Chapter 5. Proxy Mode

Using Jolokia in proxy mode enables for agentless operation on the target server. A dedicated agent deployment proxies by accepting Jolokia requests as input, translating them to JSR-160 requests for the target. This setup is described in Chapter 2, Architecture. As noted there, the real target is given within the original request, which must be sent as a POST request.

Agents of all types support the proxy mode. However, since one has usually the free choice of platform for a dedicated Jolokia proxy, an enviroment optimized for HTTP communication should be used. These are either servlet container or JEE server hosting the WAR agent or an OSGi runtime with an OSGi HttpService (which in turn is typically based on an embedded serlvet container like Tomcat or Jetty). The two other agents, the Mule and JVM agents are not that well suited for this job.

All client libraries (jmx4perl, Java and Javascript) support the usage of proxy mode in its API.

5.1. Limitations of proxy mode

The proxy mode has some limitations compared to the direct agent mode, so it is recommended to use a direct agent deployment if possible. The limitations are:

  • There is no automatic merging of JMX MBeanServers as in the case of the direct mode. Most application servers uses their own MBeanServer in addition to the PlatformMBeanServer (which is always present). Each MBean is registered only in one MBeanServer. The choice of which MBeanServer to use has to be given up front, usually as a part of the JMX Service URL. But even then (as it is the case for JBoss 5.1) you might run into problems when selecting the proper MBeanServer.
  • Proxying adds an additional remote layer which causes additional problems. I.e. the complex operations like list might fail in the proxy mode because of serialization issues. E.g. for JBoss it happens that certain MBeanInfo objects requested for the list operation are not serializable. This is a bug of JBoss, but I expect similar limitations for other application servers as well.
  • Certain workarounds (like the JBoss "can not find MXBeans before MBeanInfo has been fetched" bug) works only in agent mode.
  • It is astonishingly hard to set up an application server for JSR-160 export. And there are even cases (combinations of JDK and AppServer Version) which don't work at all properly (e.g. JDK 1.5 and JBoss 5). For certain application servers, detailed setup instructions are published at our blog.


### TASK DESCRIPTION:
Which of the lines below mention the word "size"? Pull each one out.

### DATA SHOWN:
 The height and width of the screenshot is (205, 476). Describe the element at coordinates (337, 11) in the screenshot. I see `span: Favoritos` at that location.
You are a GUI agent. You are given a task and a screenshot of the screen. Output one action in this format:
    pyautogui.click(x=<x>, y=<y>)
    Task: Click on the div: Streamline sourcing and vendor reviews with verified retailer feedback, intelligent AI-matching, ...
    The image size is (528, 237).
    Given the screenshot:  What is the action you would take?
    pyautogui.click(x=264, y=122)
* * *
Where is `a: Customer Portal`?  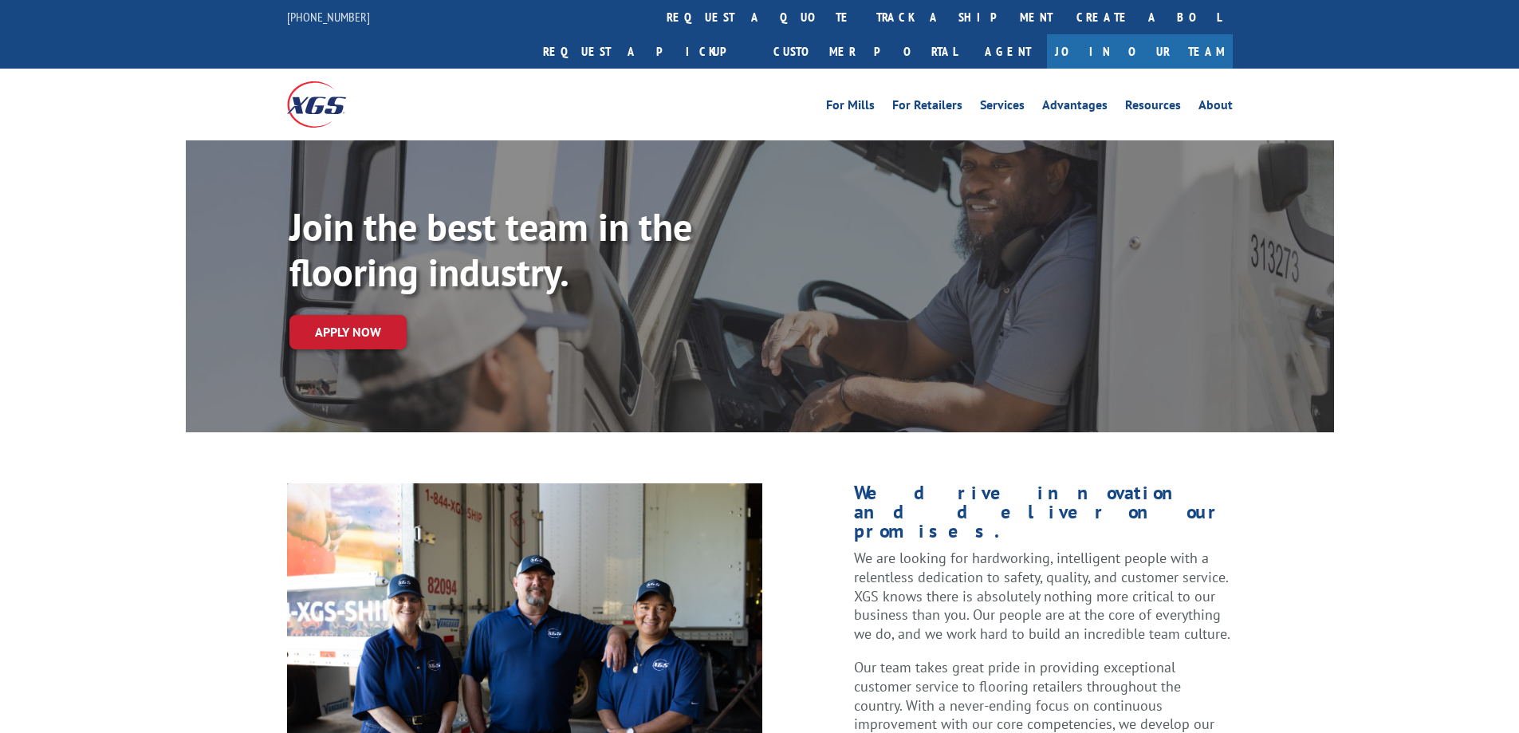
...
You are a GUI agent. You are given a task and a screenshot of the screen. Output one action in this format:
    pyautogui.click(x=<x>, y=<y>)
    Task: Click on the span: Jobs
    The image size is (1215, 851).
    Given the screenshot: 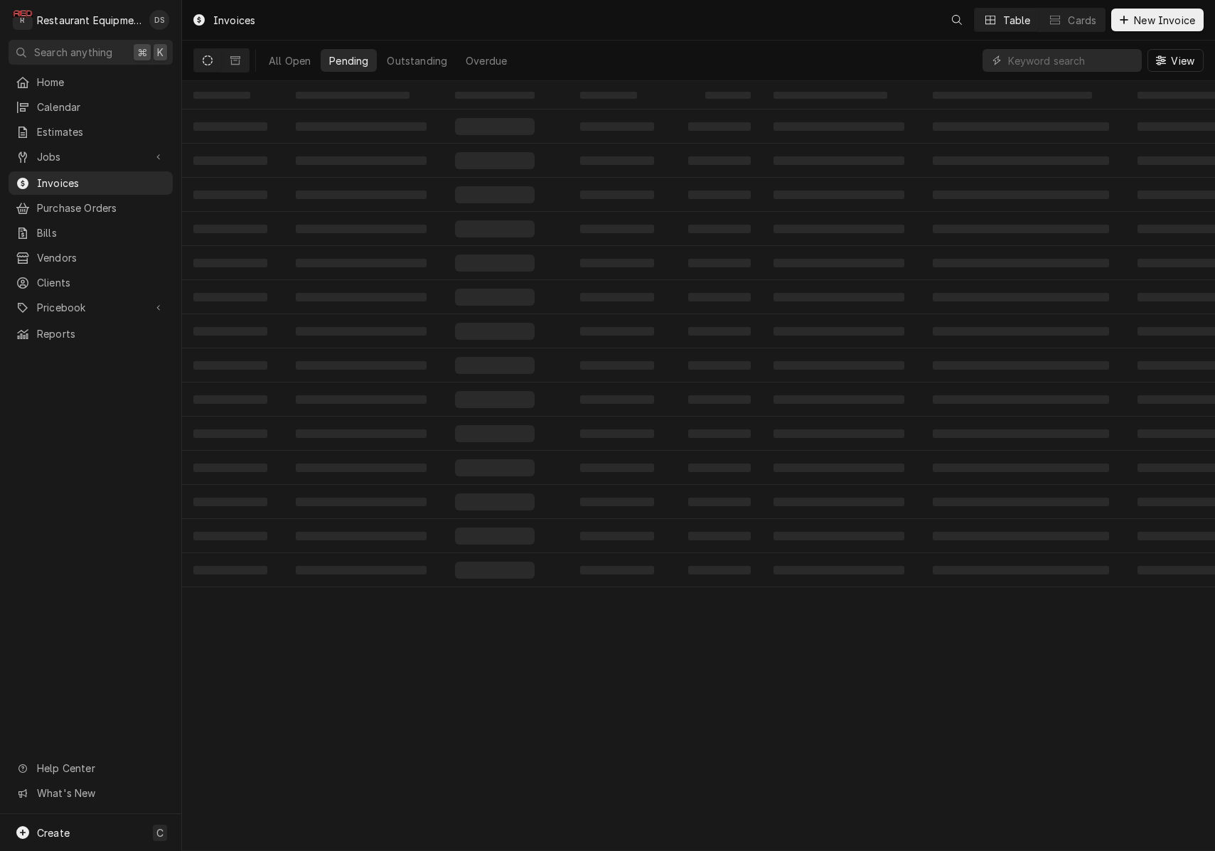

### EXPECTED ANSWER:
    The image size is (528, 237).
    The image size is (1215, 851).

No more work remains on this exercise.